3
votes

String is :- <GET:notes/count><GET:notes/search_note><GET:util/codemaps/([^/]+?)><GET:users/pending_requests><GET:users/pending_activation><GET:users/firstnames><GET:users/profile><GET:tasks/tasks/count><GET:school/schools/count><GET:school/classrooms/count><GET:quiz/count><GET:quiz/quizset/count><GET:notes/([^/]+?)><GET:locations/counties/count><GET:lesson/books/count><GET:general/codemaps/([^/]+?)><GET:discussions/topics/count><GET:admin/sessions><GET:admin/sessions/count><GET:admin/sessions/([^/]+?)><PUT:content/actions><POST:content/html/totext><GET:content/multimedia/images/([^/]+?)/([^/]+?)>

my query is:

<pre>log_message:"*emaps/\(\[\^/\]\+\?\)\>*"</pre>

here log_message is field and it's type is

text_std_token_lower_case
Tokenizer are:
<fieldType name="text_std_token_lower_case" class="solr.TextField" positionIncrementGap="100" multiValued="true">
  <analyzer>
    <tokenizer class="solr.StandardTokenizerFactory"/>
    <filter class="solr.LowerCaseFilterFactory" />
  </analyzer>
</fieldType>
1
What are you trying to match in that string? Usually you are using Solr to avoid the need of regular expressions. The idea is to create a tokenizer that produces the tokens (words) you want to find.cheffe
Ah, that <pre> ... </pre> around your query was an attempt to format your question, right? It is not really part of your query.cheffe

1 Answers

1
votes

The tokenizer you have chosen (StandardTokenizerFactory) ignores punctuation characters. You can see this if you go to the analyisis page in the Solr admin UI. This will effect the tokenization of both your query and your field. You will need a tokenizer that does not omit punctuation.

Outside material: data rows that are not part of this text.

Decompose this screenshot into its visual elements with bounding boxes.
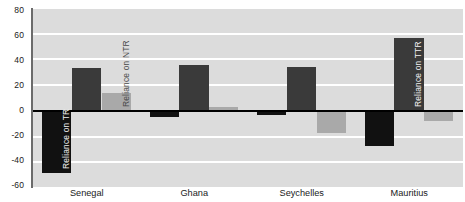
y-tick-label: 20 [14,80,24,90]
category-label: Senegal [70,188,104,198]
bar-annotation: Reliance on NTR [121,40,131,107]
bar [424,111,453,121]
bar-annotation: Reliance on TTR [413,41,423,107]
bar [365,111,394,146]
category-label: Ghana [180,188,208,198]
bar [150,111,179,117]
y-tick-label: -60 [11,180,24,190]
category-label: Seychelles [280,188,324,198]
plot-area: Reliance on TRReliance on NTRReliance on… [33,8,463,188]
bar [317,111,346,133]
y-tick-label: -20 [11,130,24,140]
bars-layer [33,8,463,188]
category-label: Mauritius [391,188,428,198]
zero-line [33,110,463,112]
y-tick-label: -40 [11,155,24,165]
y-tick-label: 40 [14,55,24,65]
bar-annotation: Reliance on TR [61,108,71,168]
bar [287,67,316,111]
y-tick-label: 80 [14,5,24,15]
bar [179,65,208,111]
bar [72,68,101,110]
bar-chart: 80 60 40 20 0 -20 -40 -60 Reliance on TR… [0,0,465,202]
x-axis-category-labels: SenegalGhanaSeychellesMauritius [33,188,463,202]
y-axis: 80 60 40 20 0 -20 -40 -60 [0,0,28,202]
y-tick-label: 0 [19,105,24,115]
y-tick-label: 60 [14,30,24,40]
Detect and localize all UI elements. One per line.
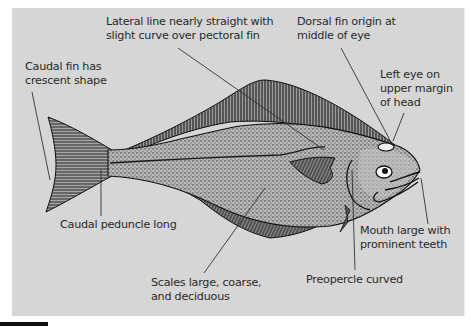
label-lateral-line: Lateral line nearly straight with slight… xyxy=(106,15,273,43)
label-left-eye: Left eye on upper margin of head xyxy=(380,68,453,110)
leader-mouth xyxy=(421,178,428,224)
label-dorsal-fin-origin: Dorsal fin origin at middle of eye xyxy=(297,15,396,43)
label-caudal-fin: Caudal fin has crescent shape xyxy=(25,60,107,88)
leader-left-eye xyxy=(393,113,404,141)
label-caudal-peduncle: Caudal peduncle long xyxy=(60,218,177,232)
caudal-fin xyxy=(46,117,112,212)
label-preopercle: Preopercle curved xyxy=(306,273,403,287)
label-mouth: Mouth large with prominent teeth xyxy=(360,224,450,252)
bottom-black-bar xyxy=(0,322,48,326)
leader-caudal-fin xyxy=(32,92,50,180)
label-scales: Scales large, coarse, and deciduous xyxy=(151,276,261,304)
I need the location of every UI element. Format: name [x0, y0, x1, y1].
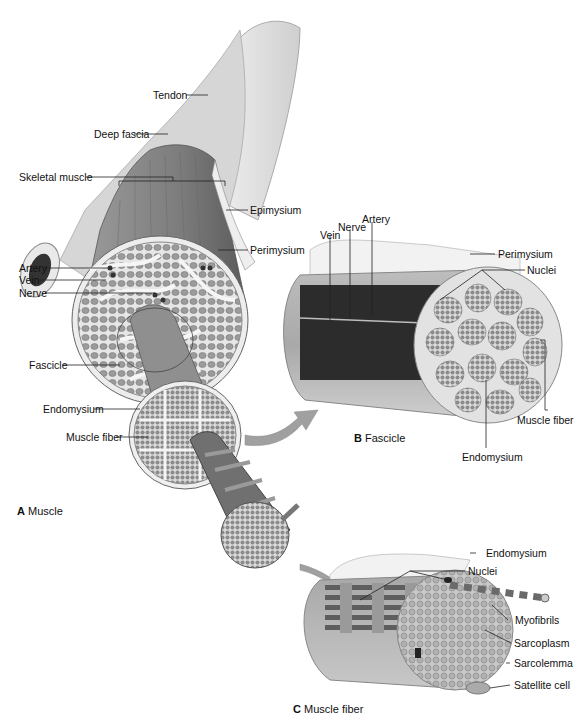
label-vein-a: Vein	[19, 274, 39, 286]
label-epimysium: Epimysium	[250, 204, 301, 216]
arrow-to-fascicle	[245, 410, 318, 446]
label-endomysium-b: Endomysium	[462, 451, 523, 463]
label-skeletal-muscle: Skeletal muscle	[19, 171, 93, 183]
label-perimysium-b: Perimysium	[498, 248, 553, 260]
label-fascicle: Fascicle	[29, 359, 68, 371]
caption-letter-b: B	[354, 432, 362, 444]
caption-panel-b: B Fascicle	[354, 432, 405, 444]
panel-a-muscle	[14, 21, 300, 568]
caption-text-a: Muscle	[28, 505, 63, 517]
label-nerve-a: Nerve	[19, 287, 47, 299]
caption-panel-a: A Muscle	[17, 505, 63, 517]
panel-b-fascicle	[284, 240, 562, 423]
label-tendon: Tendon	[153, 89, 187, 101]
label-muscle-fiber-a: Muscle fiber	[66, 431, 123, 443]
label-artery-a: Artery	[19, 262, 47, 274]
caption-text-b: Fascicle	[365, 432, 405, 444]
label-muscle-fiber-b: Muscle fiber	[517, 414, 574, 426]
label-sarcolemma: Sarcolemma	[514, 657, 573, 669]
caption-panel-c: C Muscle fiber	[293, 703, 363, 715]
caption-text-c: Muscle fiber	[304, 703, 363, 715]
label-nuclei-c: Nuclei	[468, 565, 497, 577]
caption-letter-c: C	[293, 703, 301, 715]
label-artery-b: Artery	[362, 213, 390, 225]
label-perimysium-a: Perimysium	[250, 244, 305, 256]
label-endomysium-a: Endomysium	[43, 403, 104, 415]
muscle-fiber-cross-section	[221, 502, 289, 568]
caption-letter-a: A	[17, 505, 25, 517]
muscle-anatomy-figure	[0, 0, 583, 720]
label-myofibrils: Myofibrils	[515, 614, 559, 626]
label-sarcoplasm: Sarcoplasm	[514, 637, 569, 649]
satellite-cell	[466, 682, 490, 694]
label-nuclei-b: Nuclei	[527, 264, 556, 276]
label-deep-fascia: Deep fascia	[94, 128, 149, 140]
label-satellite-cell: Satellite cell	[514, 679, 570, 691]
label-endomysium-c: Endomysium	[486, 547, 547, 559]
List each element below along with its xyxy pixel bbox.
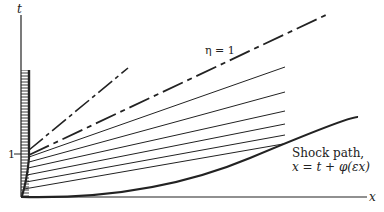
fan-line: [29, 92, 285, 162]
steep-dashed-characteristic: [29, 68, 128, 150]
eta-one-label: η = 1: [205, 44, 235, 57]
eta-one-characteristic: [29, 14, 328, 155]
tick-one-label: 1: [8, 148, 15, 161]
characteristics-diagram: t x 1 η = 1 Shock path, x = t + φ(εx): [0, 0, 384, 212]
x-axis-label: x: [369, 190, 376, 204]
fan-line: [24, 144, 283, 189]
shock-label-title: Shock path,: [292, 146, 364, 160]
fan-line: [29, 67, 285, 157]
characteristic-fan: [24, 67, 285, 189]
hatched-piston-region: [21, 70, 29, 197]
fan-line: [27, 124, 285, 175]
t-axis-label: t: [17, 2, 22, 16]
shock-label-equation: x = t + φ(εx): [292, 160, 370, 174]
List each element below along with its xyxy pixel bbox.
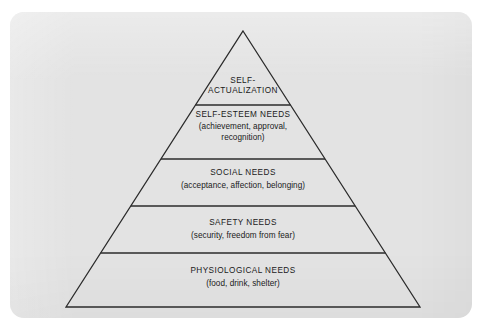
tier-subtitle-line-1: (acceptance, affection, belonging) (123, 181, 363, 191)
tier-label-self-actualization: SELF- ACTUALIZATION (163, 76, 323, 96)
tier-title-line-2: ACTUALIZATION (163, 86, 323, 96)
tier-title-line-1: SELF-ESTEEM NEEDS (143, 110, 343, 120)
tier-subtitle-line-1: (food, drink, shelter) (103, 279, 383, 289)
tier-title-line-1: SELF- (163, 76, 323, 86)
tier-title-line-1: PHYSIOLOGICAL NEEDS (103, 266, 383, 276)
tier-label-social: SOCIAL NEEDS (acceptance, affection, bel… (123, 168, 363, 190)
tier-subtitle-line-2: recognition) (143, 133, 343, 143)
tier-label-self-esteem: SELF-ESTEEM NEEDS (achievement, approval… (143, 110, 343, 143)
tier-subtitle-line-1: (security, freedom from fear) (113, 231, 373, 241)
tier-title-line-1: SOCIAL NEEDS (123, 168, 363, 178)
tier-label-physiological: PHYSIOLOGICAL NEEDS (food, drink, shelte… (103, 266, 383, 288)
tier-title-line-1: SAFETY NEEDS (113, 218, 373, 228)
figure-root: SELF- ACTUALIZATION SELF-ESTEEM NEEDS (a… (0, 0, 488, 334)
tier-subtitle-line-1: (achievement, approval, (143, 122, 343, 132)
tier-label-safety: SAFETY NEEDS (security, freedom from fea… (113, 218, 373, 240)
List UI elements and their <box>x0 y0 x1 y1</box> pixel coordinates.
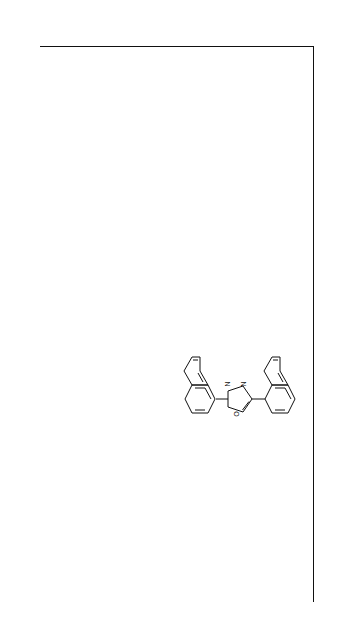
plot-area <box>40 46 314 602</box>
atom-label-n2: N <box>224 381 231 386</box>
spectra-curves <box>39 47 313 603</box>
atom-label-o: O <box>233 411 240 417</box>
spectrum-figure: N N O <box>0 0 348 624</box>
atom-label-n1: N <box>240 381 247 386</box>
molecular-structure-diagram: N N O <box>146 355 296 443</box>
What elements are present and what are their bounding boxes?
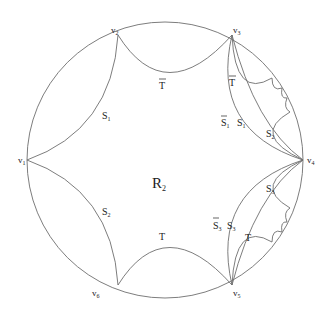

One possible option is to use the Regular Expression Tokenizer documented on the Solr wiki (https://cwiki.apache.org/confluence/display/solr/Tokenizers) Perhaps you are looking for something like this?

<analyzer>
  <tokenizer class="solr.PatternTokenizerFactory" pattern="(>?<(PUT|GET|POST):)|>\s"/>
</analyzer>

That may require some tweaking if the urls can contain > characters that are not % encoded, or HEAD is possible etc. I am not confident that this will perform well however since regular expressions can become expensive. If this bogs things down you might need to write your own tokenizer.